(GIVEN ENTRIES Opens)
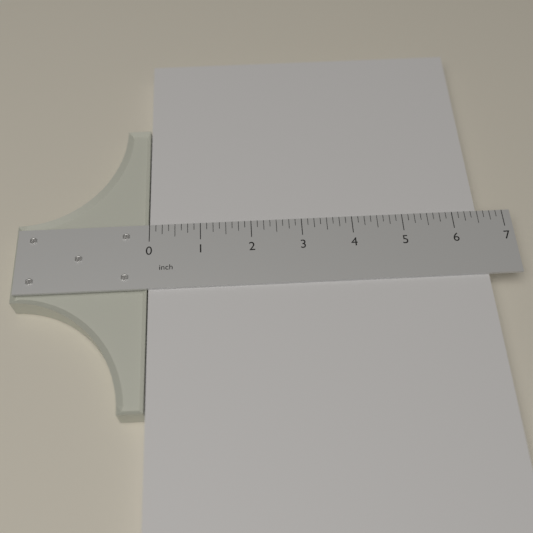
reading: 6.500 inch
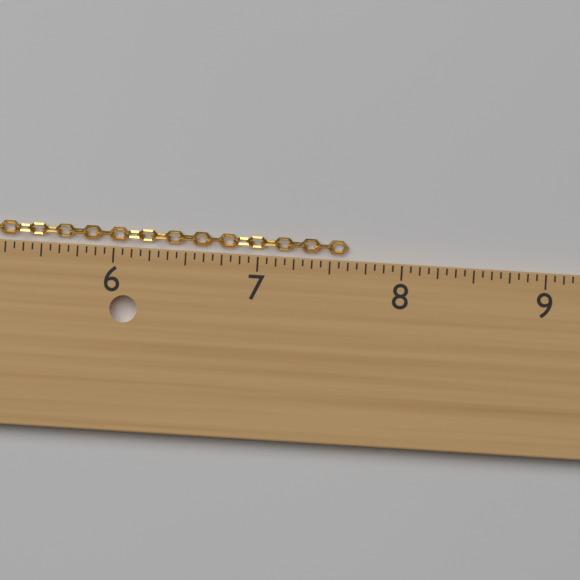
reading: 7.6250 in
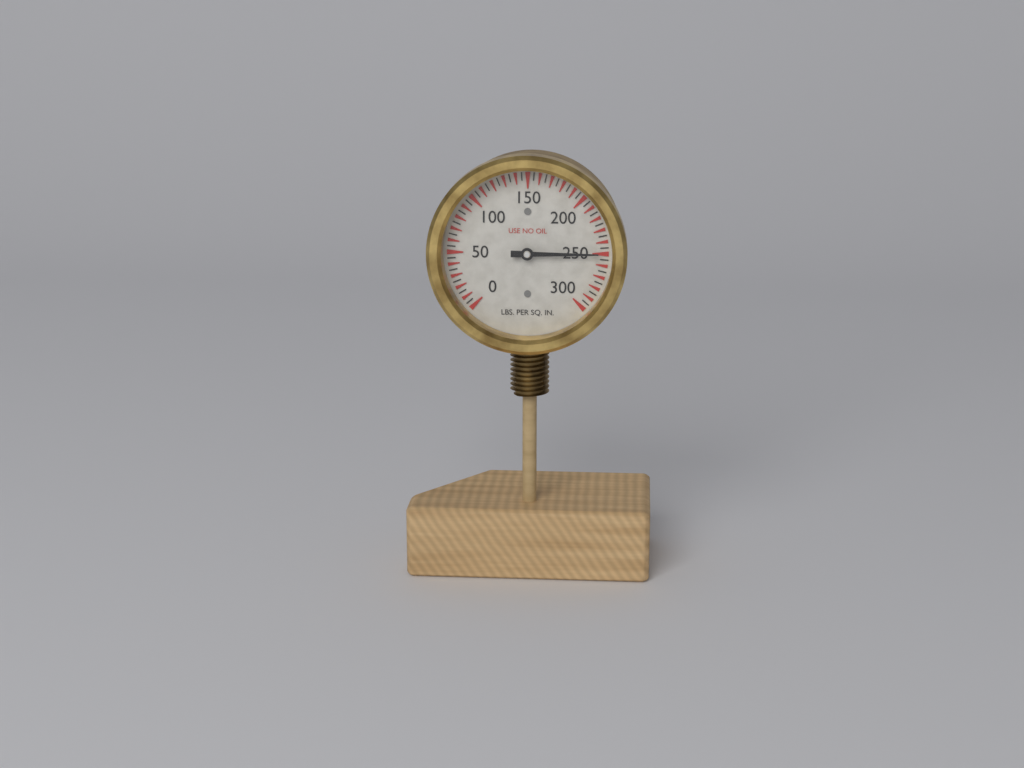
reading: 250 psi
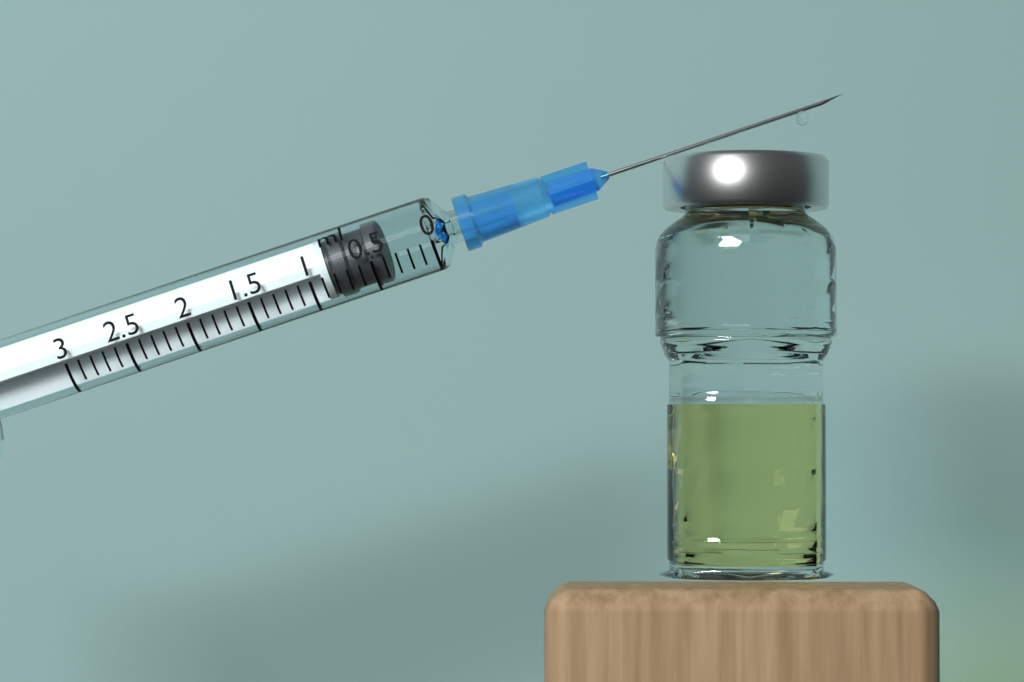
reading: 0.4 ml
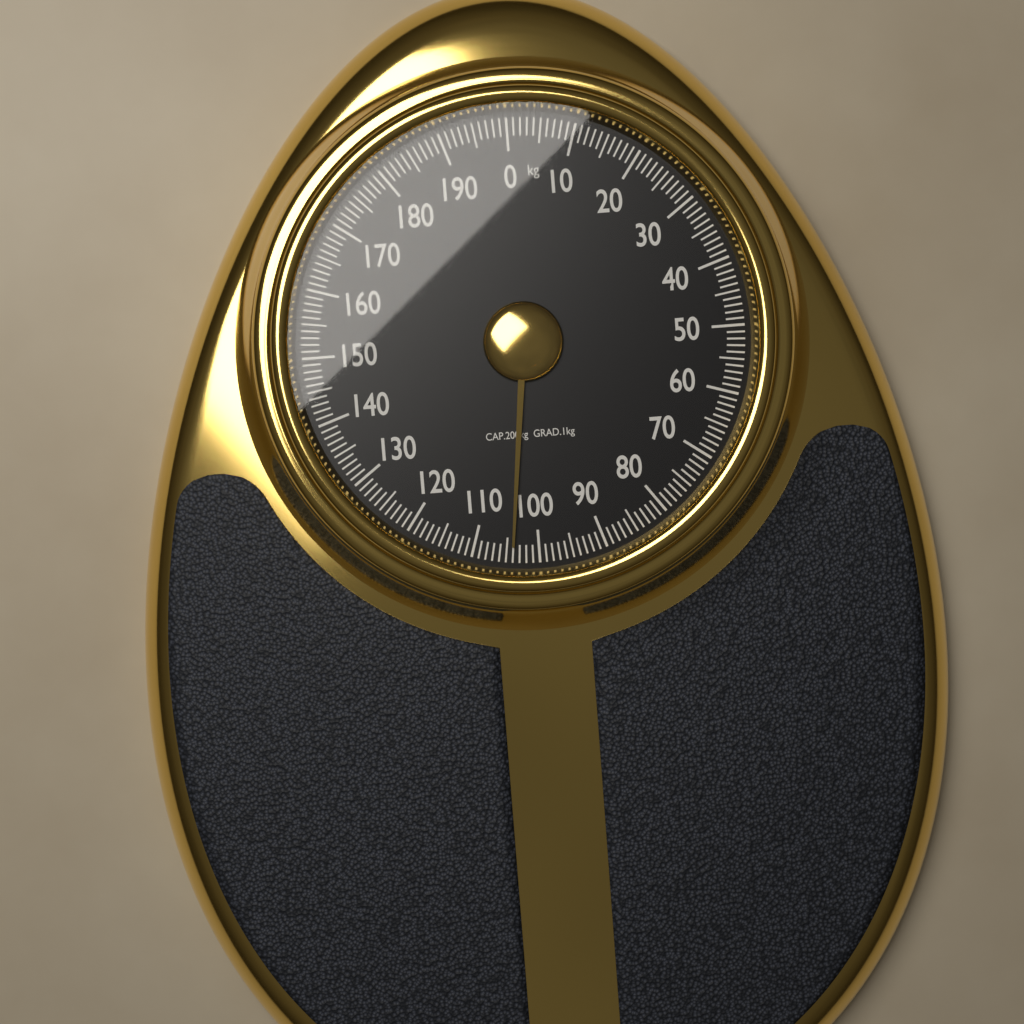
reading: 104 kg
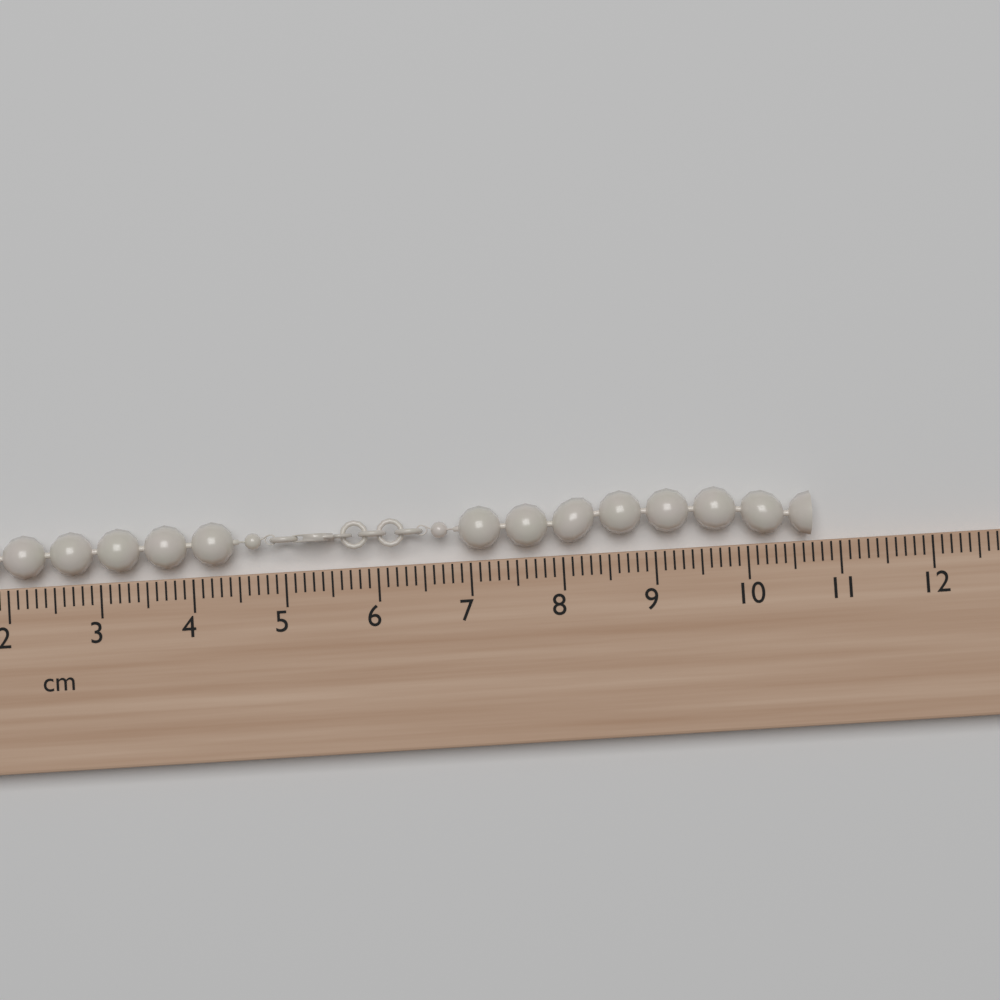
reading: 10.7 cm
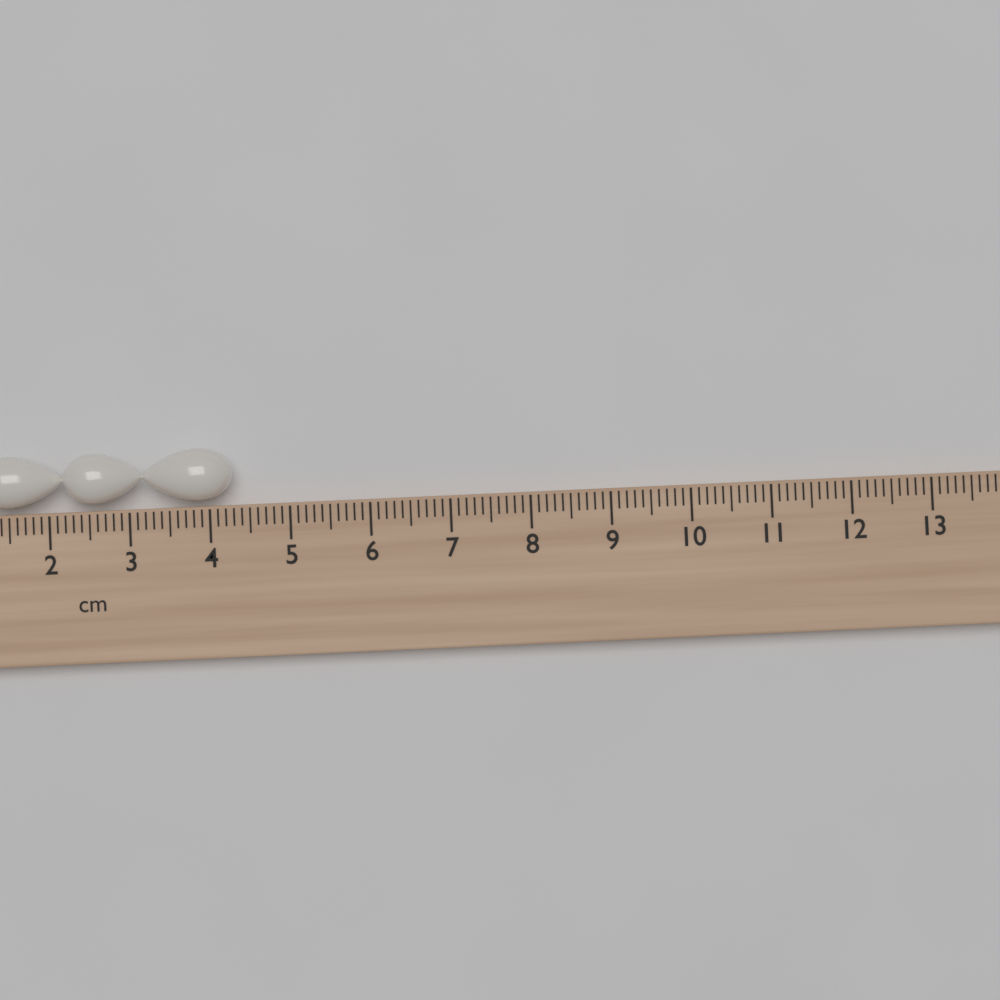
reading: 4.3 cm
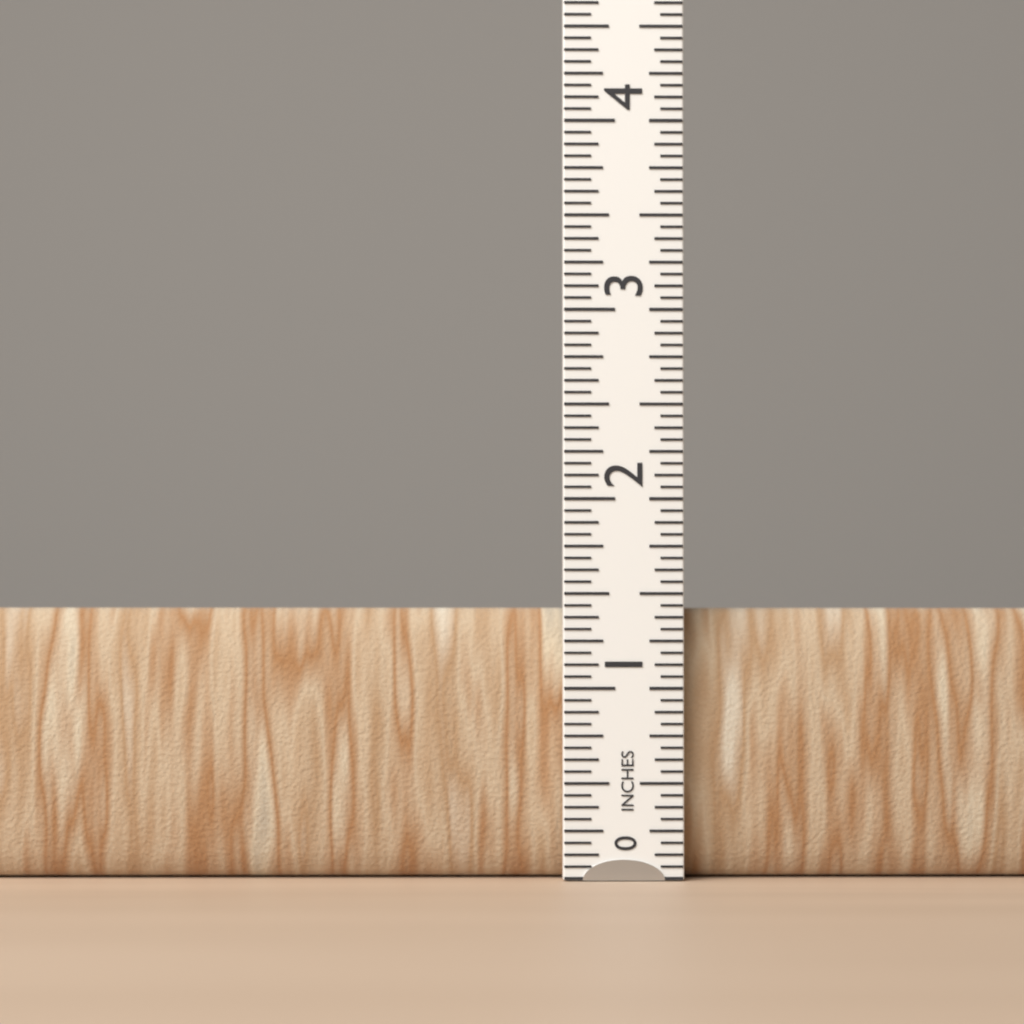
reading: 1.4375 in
(GIVEN ENTRIES Closes)
__TO DO__
The records shown above are to be repeated exactly, with the pictures left out.

__ANSWER BOX__
reading: 6.500 inch
reading: 7.6250 in
reading: 250 psi
reading: 0.4 ml
reading: 104 kg
reading: 10.7 cm
reading: 4.3 cm
reading: 1.4375 in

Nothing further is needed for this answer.